Abbey House And Attached Rear Wall is a Grade I listed building in the Wiltshire local planning authority area, England. First listed on 18 January 1949. A Post-medieval House. 2 related planning applications.
Abbey House And Attached Rear Wall
- WRENN ID
- south-obsidian-ivory
- Grade
- I
- Local Planning Authority
- Wiltshire
- Country
- England
- Date first listed
- 18 January 1949
- Type
- House
- Period
- Post-medieval
- Source
- Historic England listing
Description
Abbey House and Attached Rear Wall
This is a house of Grade I importance, occupying a prominent position in Malmesbury. Its origins lie in a late 13th-century undercroft, believed to be part of the former Dorter and Reredorter of Malmesbury Abbey, possibly built by Abbot William between 1260 and 1296. The building was largely rebuilt around 1540 by William Stumpe or his son James Stumpe, a prosperous clothier who died in 1552. The house was upgraded in the late 16th and 17th centuries. An agricultural range on the south-west gable was added in the 17th century but demolished in the late 1920s, along with a former east wing. The building was extended in the 1920s by architect Harold Brakespear, with a modern south-east extension added at that time.
The structure is built in roughcast limestone rubble with limestone dressings, ashlar lateral and ridge stacks, and a stone slate cross-gabled roof. The plan is half H-shaped with extruded corners to the front and the 20th-century south-east extension.
The principal elevation presents two storeys, an undercroft and attic, across an 8-window range. The front features gables with roll-top coping and ball finials to the outer wings, the left-hand one projecting further forward. At the centre stands a full-height gabled stair tower set in a right-hand re-entrant, facing a left-hand two-storey entrance porch with a raking roof. Drip courses mark the ground floor and first floor of the stair tower. The main doorway has a four-centre arch with sunken spandrels bearing the coat of arms of James Stumpe and Baunton, with a boarded door below. Windows throughout the front elevation vary in size—five, four, three and two-light mullion windows—with transoms to the ground-floor centre and left-hand wing. These windows feature reserved chamfers and cavetto mouldings to their leaded metal casements and have labels above.
The left-hand end return presents a three-window range with a central gable and a smaller gable to the right, with square stacks. An early 20th-century porch and doorway interrupt this elevation, with two-light mullion windows at either end and above the porch, and a label to the attic window.
The rear elevation shows outer gables and a narrower gable to the right, fenestrated similarly to the front. The undercroft is exposed on this side, formerly with buttresses. It features six one-light windows with two-centre arches, splayed reveals and hoods, with soffit holes indicating former stanchions. A similarly-styled 20th-century cross wing is gabled front and rear, with a single-window linking section and a left-hand doorway. Gable stacks rise from both the 16th-century end gables and the 20th-century range, with a 16th-century ridge stack behind the stair tower. The 16th-century south-east gable bears a sundial at its top.
The interior retains significant medieval and post-medieval features. The undercroft consists of four and three bays, two bays wide, with the springing of an Early English rib vault and octagonal columns. Cinquefoil rere arches are a fine detail. A 16th-century bressumer supports a south-west corner cooking range, and a 15th-century plank door survives.
The ground floor includes beams with tongue stops and an oak newel winder stair in the right-hand stair tower. The north-east parlour displays oak panelling and an overmantel with strapwork and caryatids, with the coat of arms of the Ivy family above—a family known to have lived in the house around 1670. A plaster frieze decorates the front west room. The first floor above the hall contains a right-hand fireplace with broach stops. The roof structure comprises collar trusses and tenoned purlins.
An attached rubble retaining wall extends approximately 30 metres from the north-west corner, curving to the south where it becomes progressively lower. This wall lies along the line of the medieval town wall, and a very short stub projecting from the west side is believed to be 13th-century in date.
The rear wall of Abbey House follows the line of the town wall. Historical records suggest that a walled forecourt may have existed to the south, which by 1636 contained around 60 houses.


What you will do - What lines below contain the string "Value"? List them all.

Input data -
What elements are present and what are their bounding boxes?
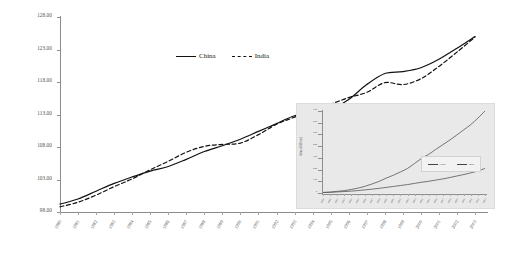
x-axis-tick-label: 1993: [288, 219, 297, 229]
inset-x-axis-tick-mark: [351, 194, 352, 196]
x-axis-tick-mark: [96, 212, 97, 215]
x-axis-tick-mark: [277, 212, 278, 215]
inset-x-axis-tick-label: 2001: [468, 198, 473, 204]
x-axis-tick-mark: [421, 212, 422, 215]
legend-label-china: China: [199, 52, 216, 60]
inset-x-axis-tick-label: 1984: [348, 198, 353, 204]
x-axis-tick-mark: [349, 212, 350, 215]
inset-series-line-india: [323, 168, 485, 192]
x-axis-tick-label: 1989: [216, 219, 225, 229]
inset-x-axis-tick-label: 1980: [320, 198, 325, 204]
inset-chart-legend: China India: [421, 156, 481, 172]
x-axis-tick-label: 1997: [360, 219, 369, 229]
x-axis-tick-mark: [258, 212, 259, 215]
x-axis-tick-label: 1998: [378, 219, 387, 229]
inset-x-axis-tick-mark: [386, 194, 387, 196]
x-axis-tick-label: 1984: [126, 219, 135, 229]
inset-x-axis-tick-label: 1992: [405, 198, 410, 204]
inset-y-axis-tick: 100: [318, 181, 322, 182]
inset-x-axis-tick-label: 1999: [454, 198, 459, 204]
x-axis-tick-mark: [60, 212, 61, 215]
x-axis-tick-label: 1995: [324, 219, 333, 229]
y-axis-tick-label: 128.00: [37, 12, 52, 18]
inset-x-axis-tick-label: 2000: [461, 198, 466, 204]
inset-x-axis-tick-label: 1997: [440, 198, 445, 204]
x-axis-tick-label: 1980: [54, 219, 63, 229]
legend-line-solid-icon: [176, 56, 196, 57]
inset-chart: Value (US$ mn) 7006005004003002001000 19…: [296, 103, 495, 209]
x-axis-tick-mark: [295, 212, 296, 215]
x-axis-tick-mark: [475, 212, 476, 215]
inset-x-axis-tick-mark: [436, 194, 437, 196]
inset-x-axis-tick-mark: [450, 194, 451, 196]
inset-x-axis-tick-label: 2002: [475, 198, 480, 204]
x-axis-tick-label: 2000: [414, 219, 423, 229]
y-axis-tick-label: 118.00: [37, 77, 52, 83]
x-axis-tick-label: 1983: [108, 219, 117, 229]
inset-x-axis-tick-mark: [358, 194, 359, 196]
x-axis-tick-label: 1999: [396, 219, 405, 229]
inset-legend-label-india: India: [469, 163, 474, 166]
inset-x-axis-tick-mark: [393, 194, 394, 196]
inset-x-axis-tick-label: 1996: [433, 198, 438, 204]
y-axis-tick-label: 98.00: [40, 207, 52, 213]
x-axis-tick-label: 2001: [432, 219, 441, 229]
inset-legend-item-china: China: [428, 163, 446, 166]
inset-legend-line-icon: [428, 164, 438, 165]
inset-plot-area: [323, 111, 485, 193]
inset-x-axis-tick-label: 1987: [369, 198, 374, 204]
inset-legend-item-india: India: [457, 163, 474, 166]
inset-x-axis-tick-label: 1986: [362, 198, 367, 204]
x-axis-tick-label: 1986: [162, 219, 171, 229]
legend-line-dashed-icon: [232, 56, 252, 57]
inset-x-axis-tick-mark: [478, 194, 479, 196]
inset-legend-label-china: China: [439, 163, 445, 166]
inset-x-axis-tick-label: 1995: [426, 198, 431, 204]
legend-item-china: China: [176, 52, 216, 60]
inset-y-axis-tick-label: 200: [313, 167, 317, 170]
inset-x-axis-tick-label: 1990: [391, 198, 396, 204]
inset-x-axis-tick-label: 1991: [398, 198, 403, 204]
x-axis-tick-mark: [403, 212, 404, 215]
inset-x-axis-tick-label: 1993: [412, 198, 417, 204]
inset-x-axis-tick-mark: [443, 194, 444, 196]
inset-x-axis-tick-label: 2003: [482, 198, 487, 204]
inset-y-axis-tick: 700: [318, 111, 322, 112]
x-axis-tick-mark: [439, 212, 440, 215]
inset-x-axis-tick-mark: [330, 194, 331, 196]
inset-x-axis-tick-label: 1983: [341, 198, 346, 204]
chart-canvas: Index Value (1980=100) 128.00123.00118.0…: [0, 0, 508, 256]
inset-series-line-china: [323, 111, 485, 192]
inset-x-axis-tick-mark: [323, 194, 324, 196]
inset-x-axis-tick-mark: [400, 194, 401, 196]
x-axis-tick-label: 1985: [144, 219, 153, 229]
inset-y-axis-tick: 500: [318, 134, 322, 135]
inset-x-axis-line: [322, 194, 487, 195]
x-axis-tick-mark: [186, 212, 187, 215]
inset-x-axis-tick-mark: [457, 194, 458, 196]
inset-x-axis-tick-label: 1988: [377, 198, 382, 204]
inset-x-axis-tick-label: 1998: [447, 198, 452, 204]
inset-x-axis-tick-label: 1981: [327, 198, 332, 204]
inset-x-axis-tick-mark: [408, 194, 409, 196]
inset-y-axis-tick-label: 300: [313, 155, 317, 158]
inset-x-axis-tick-mark: [422, 194, 423, 196]
x-axis-tick-label: 1992: [270, 219, 279, 229]
x-axis-tick-label: 1994: [306, 219, 315, 229]
x-axis-tick-label: 2003: [469, 219, 478, 229]
x-axis-tick-label: 1982: [90, 219, 99, 229]
inset-y-axis-tick: 0: [318, 193, 322, 194]
legend-item-india: India: [232, 52, 269, 60]
x-axis-tick-mark: [78, 212, 79, 215]
x-axis-tick-mark: [204, 212, 205, 215]
y-axis-tick-label: 113.00: [37, 110, 52, 116]
x-axis-tick-mark: [114, 212, 115, 215]
inset-legend-line-icon-2: [457, 164, 467, 165]
x-axis-tick-label: 1987: [180, 219, 189, 229]
inset-y-axis-tick-label: 0: [316, 190, 317, 193]
x-axis-tick-mark: [457, 212, 458, 215]
inset-y-axis-title: Value (US$ mn): [300, 137, 303, 156]
x-axis-tick-mark: [240, 212, 241, 215]
y-axis-tick-label: 108.00: [37, 142, 52, 148]
inset-y-axis-tick-label: 500: [313, 131, 317, 134]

Output of the exercise -
inset-chart: Value (US$ mn) 7006005004003002001000 19…: [296, 103, 495, 209]
chart-canvas: Index Value (1980=100) 128.00123.00118.0…: [0, 0, 508, 256]
inset-y-axis-title: Value (US$ mn): [300, 137, 303, 156]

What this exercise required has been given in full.